Mill bundle execution extends over three physical cycles on which seven phases are overlain. Each op has a spec which tells in which phase each argument is evaluated (which may differ for different args), and which phase it drops its results. If the drop phase of one op is earlier than the eval phase of another then data can be passed among ops in the same bundle; that’s what’s happening in the lea->call dependency you noted.

The listing includes a comment for each bundle that shows the belt events that happen during the cycle that contains the opPhase of that bundle. These comments are to help the reader understand what is going on, because so much is happening all at once. For example, the comment on the bundle with the call is “// V%0 ^%1 ^%0”. This says that (in that cycle) %0 was dropped (“V”) and %0 and %1 were evaluated (“^”). Looking at the ops, you see that V%0 came from the rd(), while ^%1 went to the call0() and ^%0 to the retn().
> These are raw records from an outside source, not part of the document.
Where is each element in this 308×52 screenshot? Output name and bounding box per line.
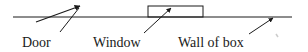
box-wall-diagram: Door Window Wall of box bbox=[0, 0, 308, 52]
window-shape bbox=[148, 6, 203, 17]
window-label: Window bbox=[93, 35, 142, 50]
door-label: Door bbox=[22, 35, 51, 50]
wall-label: Wall of box bbox=[178, 35, 244, 50]
door-shape bbox=[36, 6, 80, 22]
wall-pointer-arrow bbox=[249, 18, 273, 34]
faint-mark bbox=[276, 34, 278, 37]
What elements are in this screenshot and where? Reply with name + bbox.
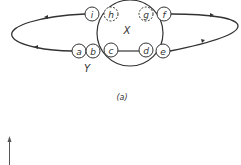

The items in the comment are in time order, so a ^%n can see and use a V%n to its left or in the comments of earlier bundles. Hence the retn can use the result of the rd, and so on.
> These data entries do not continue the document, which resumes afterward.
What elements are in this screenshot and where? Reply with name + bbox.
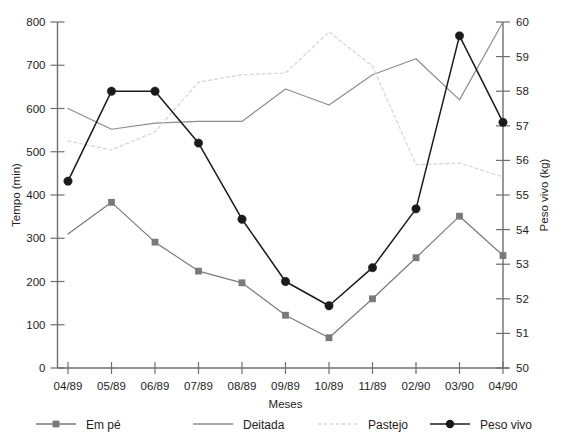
x-axis-tick-label: 07/89 — [184, 380, 213, 392]
y-axis-tick-label: 300 — [26, 232, 45, 244]
data-point-marker — [108, 199, 115, 206]
series-pastejo — [68, 32, 503, 177]
y-axis-tick-label: 200 — [26, 276, 45, 288]
y2-axis-tick-label: 55 — [516, 189, 529, 201]
series-line — [68, 22, 503, 129]
data-point-marker — [325, 302, 333, 310]
line-chart: 0100200300400500600700800505152535455565… — [0, 0, 565, 444]
x-axis-tick-label: 11/89 — [359, 380, 387, 392]
chart-container: 0100200300400500600700800505152535455565… — [0, 0, 565, 444]
y2-axis-tick-label: 59 — [516, 51, 529, 63]
legend-swatch-marker — [53, 421, 60, 428]
y2-axis-tick-label: 54 — [516, 224, 529, 236]
data-point-marker — [412, 205, 420, 213]
y-axis-title: Tempo (min) — [10, 163, 22, 227]
series-group — [64, 22, 507, 341]
legend-item[interactable]: Em pé — [36, 418, 121, 432]
data-point-marker — [239, 279, 246, 286]
y-axis-tick-label: 0 — [39, 362, 45, 374]
data-point-marker — [107, 87, 115, 95]
y2-axis-tick-label: 56 — [516, 154, 529, 166]
x-axis-tick-label: 02/90 — [402, 380, 431, 392]
y-axis-tick-label: 700 — [26, 59, 45, 71]
data-point-marker — [368, 263, 376, 271]
y-axis-tick-label: 400 — [26, 189, 45, 201]
y2-axis-tick-label: 60 — [516, 16, 529, 28]
data-point-marker — [238, 215, 246, 223]
x-axis-tick-label: 06/89 — [141, 380, 170, 392]
data-point-marker — [282, 312, 289, 319]
legend-item-label: Peso vivo — [480, 418, 532, 432]
x-axis-tick-label: 09/89 — [271, 380, 300, 392]
data-point-marker — [281, 277, 289, 285]
data-point-marker — [64, 177, 72, 185]
data-point-marker — [152, 239, 159, 246]
data-point-marker — [194, 139, 202, 147]
series-peso-vivo — [64, 32, 507, 310]
series-line — [68, 32, 503, 177]
x-axis-tick-label: 10/89 — [315, 380, 344, 392]
legend-item[interactable]: Peso vivo — [430, 418, 532, 432]
y-axis-tick-label: 100 — [26, 319, 45, 331]
y2-axis-tick-label: 52 — [516, 293, 529, 305]
y2-axis-tick-label: 57 — [516, 120, 529, 132]
data-point-marker — [455, 32, 463, 40]
y-axis-tick-label: 500 — [26, 146, 45, 158]
legend-item[interactable]: Deitada — [193, 418, 285, 432]
y-axis-tick-label: 800 — [26, 16, 45, 28]
legend-item-label: Em pé — [86, 418, 121, 432]
y2-axis-tick-label: 51 — [516, 327, 529, 339]
legend-item-label: Pastejo — [368, 418, 408, 432]
data-point-marker — [326, 334, 333, 341]
series-em-p — [68, 199, 506, 341]
series-line — [68, 36, 503, 306]
data-point-marker — [369, 295, 376, 302]
x-axis-tick-label: 08/89 — [228, 380, 257, 392]
x-axis-tick-label: 05/89 — [97, 380, 126, 392]
data-point-marker — [151, 87, 159, 95]
data-point-marker — [500, 252, 507, 259]
y-axis-tick-label: 600 — [26, 103, 45, 115]
x-axis-tick-label: 04/90 — [489, 380, 518, 392]
data-point-marker — [499, 118, 507, 126]
legend-item-label: Deitada — [243, 418, 285, 432]
y2-axis-tick-label: 58 — [516, 85, 529, 97]
series-deitada — [68, 22, 503, 129]
data-point-marker — [456, 213, 463, 220]
legend-swatch-marker — [446, 420, 454, 428]
axes-group: 0100200300400500600700800505152535455565… — [10, 16, 550, 410]
x-axis-title: Meses — [269, 398, 303, 410]
y2-axis-tick-label: 53 — [516, 258, 529, 270]
x-axis-tick-label: 03/90 — [445, 380, 474, 392]
legend: Em péDeitadaPastejoPeso vivo — [36, 418, 532, 432]
y2-axis-title: Peso vivo (kg) — [538, 158, 550, 231]
y2-axis-tick-label: 50 — [516, 362, 529, 374]
legend-item[interactable]: Pastejo — [318, 418, 408, 432]
data-point-marker — [195, 268, 202, 275]
x-axis-tick-label: 04/89 — [54, 380, 83, 392]
data-point-marker — [413, 254, 420, 261]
As for the rest, the “section” stuff is organization material for the linker, and is irrelevant if you are not doing separate compilation. The “main” at the top and “return” at the bottom is to make the whole thing into an executable C++ program. In the assemble step in the tool chain, that C++ program is compiled and executed. The execution builds an internal representation of the program and processes it to build ELF binaries or the source which when compiled is the simulator for the program. We’re working on going direct from specializer to binary, making the assembler step optional, but that’s not up yet.

BTW, it’s always wise and prudent to ask 🙂 Most companies seem to feel that it’s not prudent to answer, but we differ.